Sunday, September 29, 2013

Blue Jasmine – review

Cate Blanchett is superb as a socialite fallen on hard times in Woody Allen's homage to Tennessee Williams

"Anxiety, nightmares and a nervous breakdown; there's only so many traumas a person can withstand before they take to the street and start screaming." Awards season is declared officially open as Cate Blanchett becomes an early frontrunner for best actress with this magnificent portrayal of a woman on the edge.

A former New York socialite whose life has imploded in the wake of her husband's imprisonment (à la Bernie Madoff), Jasmine has been forced to park her Louis Vuitton luggage in the incongruous surroundings of her adoptive sister's San Francisco apartment, with corrosive results. Attempting to "move on" and make a new start (she is a past master of reinvention), Jasmine is finally out of her depth as she careers between ill-fitting employment, ill-judged social climbing and abysmal interpersonal relations. Meanwhile, writer-director Woody Allen darts back and forth between past and present, interlacing scenes of extravagant privilege with the dawning realities of a midlife meltdown beyond the protective bubble of the Upper East Side.

From the opening moments, in which she is seen compulsively unburdening herself in an arrivals terminal, to later scenes of still talkative park-bench isolation, Jasmine's increasingly desperate presence (vocal, physical, emotional) barely lets up. Constantly reaching for a drink, her mouth set in a cracked smile, eyes darting with cornered panic, Jasmine fills a room just as she fills the screen. She's an exhausting character to be with, to watch and, presumably, to play.

But Blanchett takes on the challenge like a peak-fitness runner facing a marathon, ploughing her way through 26 miles of emotional road pounding, with all the ups and downs, strains and tears, stomach turns and heartburns that that entails, a feat that occasionally leaves her (and us) gasping for breath.

Allen, too, is in fighting fit form, the pace of his output remaining fast enough to put clunkers such as Cassandra's Dream way behind him as he once again hits his stride. After the runaway success of Midnight in Paris (which took $155m worldwide – an unprecedented figure for Allen), Blue Jasmine reconfirms that his greatest triumphs may yet lie ahead. Rather than a return to the "early funny ones", about which Allen has been making bittersweet jokes since Stardust Memories, this owes more to the "later serious ones", such as Crimes and Misdemeanors, Husbands and Wives and, to some extent, Interiors.

There's also a hint of the madness of Melinda and Melinda, a film that asked whether the essence of life was essentially comic or tragic, offering two versions of Radha Mitchell's character, one of whom is a woman in the throes of suicidal alcoholism.

For Blue Jasmine, tragedy outweighs comedy, and it's arguable that the film may have benefited from a few more moments of levity – is it wrong to want Woody to make us laugh? Yet unlike Melinda's dual storyline, Jasmine's trajectory is clear and singular, ensuring that the comic relief is anything but light, with wry melancholy, scathing satire and dark-hearted asides the order of the day.

Behind all of this, of course, lurks the spectre of A Streetcar Named Desire, which similarly boasted a delusional protagonist whose airs and graces wreak havoc in the down-at-heel home of her sister. Blanchett famously played Blanche DuBois in Liv Ullmann's acclaimed stage production, prompting the New York Times to proclaim that "the lady who lives for illusion has never felt more real". Although Allen has underplayed the comparison, his blue Jasmine clearly has her roots in the white woods of Tennessee Williams's antiheroine, providing a cornerstone upon which Blanchett builds another towering performance.

Nor does she flower alone; as is so often the case with Allen, it's the ensemble cast that really raises the bar. As Jasmine's sister, Ginger, Sally Hawkins lays weighty claim to best supporting actress consideration, combining the vibrancy of Happy-Go-Lucky's irrepressible Poppy with the growing strength of character of Rita from Made in Dagenham. Equally at home in comedy and drama, Hawkins is the perfect counterpoint to Blanchett's intensity, and it's her warm-hearted character with whom the audience builds the strongest bond.

In the male roles, Bobby Cannavale plays a sympathetic second-fiddle Stanley Kowalski-figure to a tee, while Alec Baldwin once again proves himself a matchless purveyor of successful slimeballs, perfectly balancing attraction and repulsion. The real surprise, however (and here's a phrase I never thought I would use), is that Andrew Dice Clay is very well cast as the embittered Augie, a blue-collar unloved lunk whose life savings were destroyed by a brush with Jasmine's carelessly wealthy husband. A picture of washed-up dreams and aspirations, Augie is a big man laid low, a role to which the previously obnoxious Clay clearly brings some experience and, indeed, pathos.

Despite the universal praise, Blue Jasmine is not Allen's most accessible (or likable) film, and some will find its fractured central figure too abrasive for empathy. But while the film may hold some viewers at arm's length, the performances are worthy of stand-up-and-cheer ovations all round.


### EXERCISE INSTRUCTIONS
Where a picture appears, leave it out; copy everything else in the records exactly.
======== MATERIAL FOR THIS EXERCISE ========
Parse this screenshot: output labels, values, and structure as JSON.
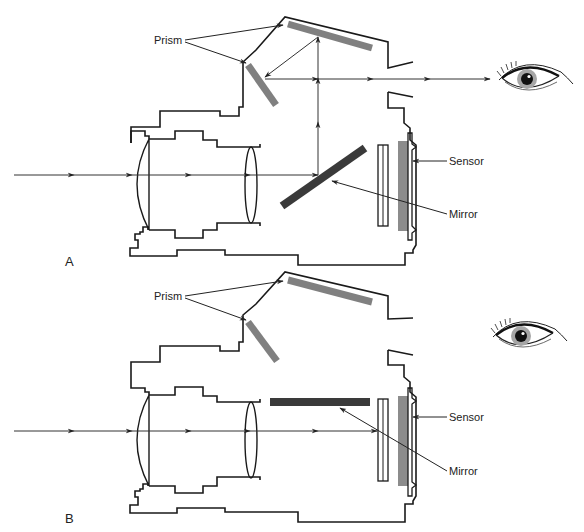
{
  "figure": {
    "colors": {
      "outline": "#1a1a1a",
      "ray": "#333333",
      "prism": "#808080",
      "mirror": "#3a3a3a",
      "sensor": "#8c8c8c",
      "iris": "#9a9a9a",
      "pupil": "#111111"
    }
  },
  "panels": [
    {
      "id": "A",
      "letter": "A",
      "mirror_state": "down (45°, light reflected up to prism and eyepiece)",
      "labels": {
        "prism": "Prism",
        "sensor": "Sensor",
        "mirror": "Mirror"
      },
      "eye_icon": "eye-icon"
    },
    {
      "id": "B",
      "letter": "B",
      "mirror_state": "up (horizontal, light passes to sensor)",
      "labels": {
        "prism": "Prism",
        "sensor": "Sensor",
        "mirror": "Mirror"
      },
      "eye_icon": "eye-icon"
    }
  ]
}
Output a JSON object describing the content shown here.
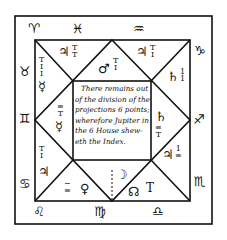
{
  "diagram": {
    "type": "astrological-horoscope-square-chart",
    "colors": {
      "ink": "#111111",
      "paper": "#ffffff"
    },
    "center_text": [
      "There remains out",
      "of the division of the",
      "projections 6 points;",
      "wherefore Jupiter in",
      "the 6 House shew-",
      "eth the Index."
    ],
    "outer_signs": {
      "top": [
        "♈",
        "♓",
        "♒"
      ],
      "right": [
        "♑",
        "♐",
        "♏"
      ],
      "bottom": [
        "♌",
        "♍",
        "♎"
      ],
      "left": [
        "♉",
        "♊",
        "♋"
      ]
    },
    "houses": [
      {
        "position": "top-left",
        "planet": "♃",
        "fraction": "T/T"
      },
      {
        "position": "top-center",
        "planet": "♂",
        "fraction": "T/I"
      },
      {
        "position": "top-right",
        "planet": "♃",
        "fraction": "T/I"
      },
      {
        "position": "right-upper",
        "planet": "♄",
        "fraction": "1/1"
      },
      {
        "position": "right-middle",
        "planet": "♄",
        "fraction": "≡/T"
      },
      {
        "position": "right-lower",
        "planet": "♃",
        "fraction": "1/≡"
      },
      {
        "position": "bottom-right",
        "planet": "☊",
        "fraction": "T"
      },
      {
        "position": "bottom-center",
        "planet": "☽",
        "fraction": ""
      },
      {
        "position": "bottom-left",
        "planet": "♀",
        "fraction": "−/≡"
      },
      {
        "position": "left-lower",
        "planet": "♃",
        "fraction": "T/I"
      },
      {
        "position": "left-middle",
        "planet": "☿",
        "fraction": "≡/T"
      },
      {
        "position": "left-upper",
        "planet": "☿",
        "fraction": "T/I/I"
      }
    ]
  }
}
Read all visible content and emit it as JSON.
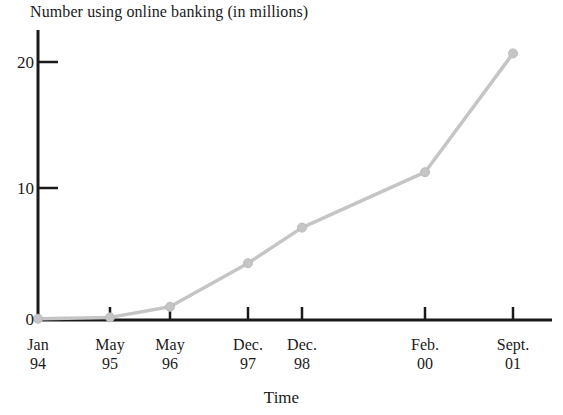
{
  "chart_data": {
    "type": "line",
    "title": "Number using online banking (in millions)",
    "xlabel": "Time",
    "ylabel": "",
    "categories": [
      "Jan 94",
      "May 95",
      "May 96",
      "Dec. 97",
      "Dec. 98",
      "Feb. 00",
      "Sept. 01"
    ],
    "x_tick_labels": [
      {
        "month": "Jan",
        "year": "94"
      },
      {
        "month": "May",
        "year": "95"
      },
      {
        "month": "May",
        "year": "96"
      },
      {
        "month": "Dec.",
        "year": "97"
      },
      {
        "month": "Dec.",
        "year": "98"
      },
      {
        "month": "Feb.",
        "year": "00"
      },
      {
        "month": "Sept.",
        "year": "01"
      }
    ],
    "values": [
      0.1,
      0.2,
      1.0,
      4.3,
      7.0,
      11.2,
      20.2
    ],
    "y_tick_labels": [
      "0",
      "10",
      "20"
    ],
    "y_tick_values": [
      0,
      10,
      20
    ],
    "ylim": [
      0,
      22.5
    ],
    "grid": false,
    "legend": false,
    "series_color": "#c5c5c5",
    "axis_color": "#1a1a1a",
    "marker": "circle"
  }
}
========
### YOUR RESPONSE
Parse this screenshot: output labels, values, and structure as JSON.
{
  "figure": {
    "colors": {
      "outline": "#1a1a1a",
      "ray": "#333333",
      "prism": "#808080",
      "mirror": "#3a3a3a",
      "sensor": "#8c8c8c",
      "iris": "#9a9a9a",
      "pupil": "#111111"
    }
  },
  "panels": [
    {
      "id": "A",
      "letter": "A",
      "mirror_state": "down (45°, light reflected up to prism and eyepiece)",
      "labels": {
        "prism": "Prism",
        "sensor": "Sensor",
        "mirror": "Mirror"
      },
      "eye_icon": "eye-icon"
    },
    {
      "id": "B",
      "letter": "B",
      "mirror_state": "up (horizontal, light passes to sensor)",
      "labels": {
        "prism": "Prism",
        "sensor": "Sensor",
        "mirror": "Mirror"
      },
      "eye_icon": "eye-icon"
    }
  ]
}
Output a JSON object describing the content shown here.
{
  "diagram": {
    "type": "astrological-horoscope-square-chart",
    "colors": {
      "ink": "#111111",
      "paper": "#ffffff"
    },
    "center_text": [
      "There remains out",
      "of the division of the",
      "projections 6 points;",
      "wherefore Jupiter in",
      "the 6 House shew-",
      "eth the Index."
    ],
    "outer_signs": {
      "top": [
        "♈",
        "♓",
        "♒"
      ],
      "right": [
        "♑",
        "♐",
        "♏"
      ],
      "bottom": [
        "♌",
        "♍",
        "♎"
      ],
      "left": [
        "♉",
        "♊",
        "♋"
      ]
    },
    "houses": [
      {
        "position": "top-left",
        "planet": "♃",
        "fraction": "T/T"
      },
      {
        "position": "top-center",
        "planet": "♂",
        "fraction": "T/I"
      },
      {
        "position": "top-right",
        "planet": "♃",
        "fraction": "T/I"
      },
      {
        "position": "right-upper",
        "planet": "♄",
        "fraction": "1/1"
      },
      {
        "position": "right-middle",
        "planet": "♄",
        "fraction": "≡/T"
      },
      {
        "position": "right-lower",
        "planet": "♃",
        "fraction": "1/≡"
      },
      {
        "position": "bottom-right",
        "planet": "☊",
        "fraction": "T"
      },
      {
        "position": "bottom-center",
        "planet": "☽",
        "fraction": ""
      },
      {
        "position": "bottom-left",
        "planet": "♀",
        "fraction": "−/≡"
      },
      {
        "position": "left-lower",
        "planet": "♃",
        "fraction": "T/I"
      },
      {
        "position": "left-middle",
        "planet": "☿",
        "fraction": "≡/T"
      },
      {
        "position": "left-upper",
        "planet": "☿",
        "fraction": "T/I/I"
      }
    ]
  }
}
Read all visible content and emit it as JSON.
{
  "chart_data": {
    "type": "line",
    "title": "Number using online banking (in millions)",
    "xlabel": "Time",
    "ylabel": "",
    "categories": [
      "Jan 94",
      "May 95",
      "May 96",
      "Dec. 97",
      "Dec. 98",
      "Feb. 00",
      "Sept. 01"
    ],
    "x_tick_labels": [
      {
        "month": "Jan",
        "year": "94"
      },
      {
        "month": "May",
        "year": "95"
      },
      {
        "month": "May",
        "year": "96"
      },
      {
        "month": "Dec.",
        "year": "97"
      },
      {
        "month": "Dec.",
        "year": "98"
      },
      {
        "month": "Feb.",
        "year": "00"
      },
      {
        "month": "Sept.",
        "year": "01"
      }
    ],
    "values": [
      0.1,
      0.2,
      1.0,
      4.3,
      7.0,
      11.2,
      20.2
    ],
    "y_tick_labels": [
      "0",
      "10",
      "20"
    ],
    "y_tick_values": [
      0,
      10,
      20
    ],
    "ylim": [
      0,
      22.5
    ],
    "grid": false,
    "legend": false,
    "series_color": "#c5c5c5",
    "axis_color": "#1a1a1a",
    "marker": "circle"
  }
}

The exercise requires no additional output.